I have been a fan of the Ann Rice book since it was released in 1976 and I still have my original paperback copy. The back cover had models portraying the main characters in a formal portrait and that image of them stuck with me and became how I visualized them. There were followup books, though the first of them "The Vampire Lestat" took awhile to come out the rest were written much quicker and soon Rice had several series of supernatural series covering all sorts of occult subjects, with varying degrees of success in my opinion. A film version of "Vampire" was released in 1984 and while it had some lovely cinematography and a well know, good-looking cast it was TERRIBLE. Miscast and, apparently due to the objections of Tom Cruise, it erased all the gayness which made the book so fascinating when it was released. Cruise tried to make his version of Lestat the highlight of the film and Will credit him for making a huge effort in the role. However taking away the character's queerness took away the character and all that effort was not enough to save the project.

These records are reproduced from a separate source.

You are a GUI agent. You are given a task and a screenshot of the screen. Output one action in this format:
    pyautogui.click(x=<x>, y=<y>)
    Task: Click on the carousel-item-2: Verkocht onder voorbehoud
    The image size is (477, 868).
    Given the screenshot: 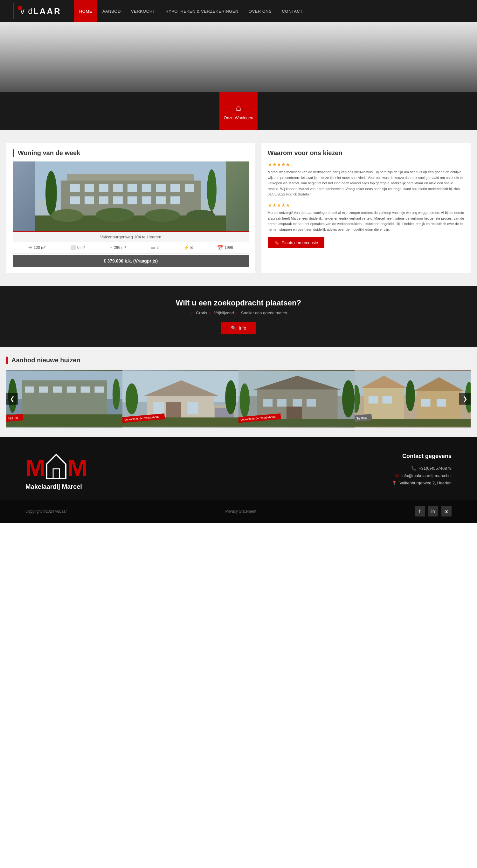 What is the action you would take?
    pyautogui.click(x=181, y=399)
     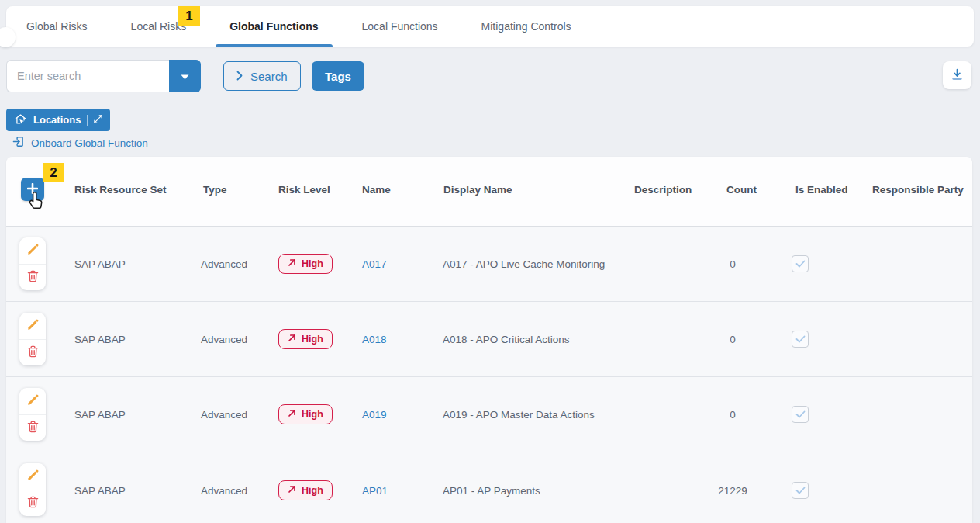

Now we have TV series based on the same material and I was not too hopeful how it would come out. I knew in advance they had changed the time period and were going to play quite a bit with the original storyline of a book I simply LOVE. Louis de Pointe du Lac is now a rich black brothel owner, not a white plantation owner and the story has shifted about 100 years later than the novel. The original story still exists in it's original form by way of this being a second meeting of the now old, dying of Parkinson's journalist (Eric Bogosian) once again meeting with Louis who wants to redo the interview after admitting he wasn't entirely honest the first time around. He provides evidence of his current version with diaries and newspaper clipping etc to show his good faith and also to give us, the viewer, more insight into other characters in their own words.
As the interview progresses, the familiar story is presented in different ways and some elements are changed completely. Louis has a servant (Assad Zaman) who arises the suspicion in the journalist that even this new interview might be given by an unreliable narrator - and he is not wrong.

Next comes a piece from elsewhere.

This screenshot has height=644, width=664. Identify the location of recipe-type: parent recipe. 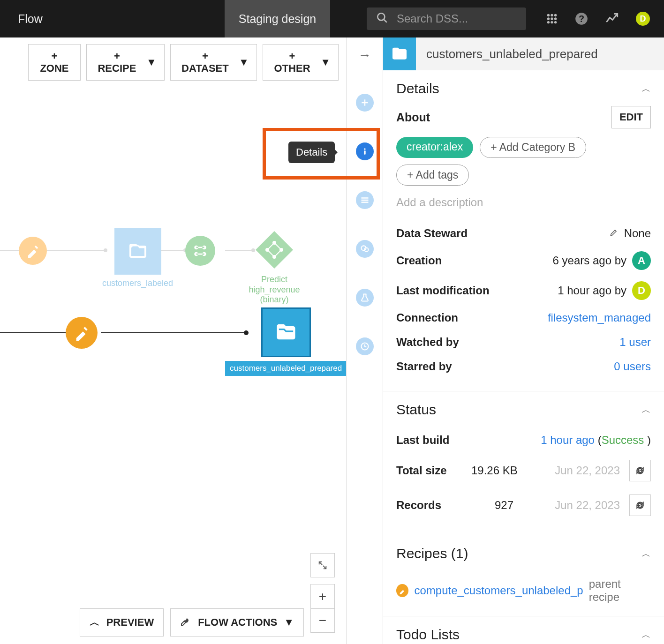
(620, 591).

I don't want to spoil things as this series is absolutely fantastic and gives us the tone and feeling of the book while at the same time letting it be its own thing. It adds to the book, a rare thing, and does not shy away for the queer elements (not at all) and introduces new ones like Louis having to deal with racial and sexual prejudices which really adds to the character in ways I wouldn't not have predicted. Jacob Anderson IS Louis, the pouty, miserable vampire of the books but with much more context. And my goodness is he beautiful both physically and as an actor in the role. Sam Reid grew on me as Lestat and his wrath and mental instability is terrifying. His French accent is a little off for me so it took me longer to buy him as Lestat but he really succeeded in getting me on board. Bailley Bass is Claudia, the young girl who is made a vampire to complete their little vampire family. In the show she is not a 5 year old but a teenager and Bass runs away with the adolescent rebellion as only a vampire stuck forever in a teenager's body can. Being transformed so young, killing and living as a supernatural creature is all she knows and that makes her more dangerous than maybe Lestat and Louis could have anticipated.
This series has been beyond good and doesn't seem to have a huge backlash some other reboots or followup properties have in recent years. Some of that is the quality of the show nullifies the dumb internet bigotry and some might be is has slipped in under the radar just enough to have avoided the attention of Russian trolls. Hard to say. There is some what I would call light nudity and sexuality but there is some pretty nasty violence... I mean several times during the season I was really taken aback by it. It isn't without purpose, however. Everything in this show seems to have purpose and leads somewhere interesting. The second season can't come soon enough.
2 comments:
I have heard nothing but good things about this series and think, especially after your review, I will give it a try. I wasn't a huge fan of the books, but I liked the two or three I read. The original movie was still pretty gay for Cruise who is...laughable in the role. Actually, everyone is except Kirsten Dunst. I'll try and check this one out. Thanks!
I like the changes they made except for the extreme violence they added here and there. I look forward to the second season as they are going in a different direction than the books. I loved the first, liked the second and loathed the third and stopped reading them.